Rogacz, Dawid. 2020. Chinese Philosophy of History: From Ancient Confucianism to the End of the Eighteenth Century. London: Bloomsbury Academic.
———. 2021. “Historical Materialism in Medieval China: The Cases of Liu Zongyuan (773–819) and Li Gou (1009–1059).” Asian Philosophy 1–17. doi.org/10.1080/09552367.2021.1924437.
Seidel, Anna. 1969/1970. “The Image of the Perfect Ruler in Early Taoist Messianism: Lao-tzu and Li Hung.” History of Religions 9 (2/3): 216–47.
———. 1984. “Taoist Messianism.” Numen 31 (2): 161–74.
Shan-Yüan, Hsieh. 1979. The Life and Thought of Li Kou (1009–1059). San Francisco: Chinese Materials Center.
Shih, Vincent Yu-Chung. 1967. The Taiping Ideology: Its Sources, Interpretations and Influences. Seattle: University of Washington Press.
Song, Jaeyoon. 2015. Traces of Grand Peace. Classics and State Activism in Imperial China. Cambridge, MA and London: Harvard University Press.
Wang, Jilu 王记录. 2002. Zhongguo shixue sixiang tongshi. Qingdai juan 中国史学思想通史。清代卷 (A Comprehensive History of Chinese Historiographical Thought: Qing Times volume). Hefei: Huangshan shushe.
Wang, Q. Edward, and On-cho Ng. 2005. Mirroring the Past: The Writing and Use of History in Imperial China. Honolulu: University of Hawai’i Press.
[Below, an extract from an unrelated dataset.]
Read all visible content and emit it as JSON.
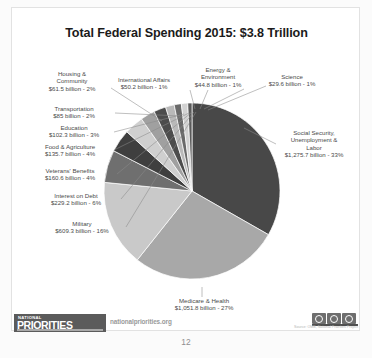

Whitbeck Judith. 1980. “The Historical Vision of Kung Tzu-chen (1792–1841).” PhD diss., University of California.
Downloads
Published
Issue
Section
License
Copyright (c) 2022 Dawid ROGACZ

This work is licensed under a Creative Commons Attribution-ShareAlike 4.0 International License.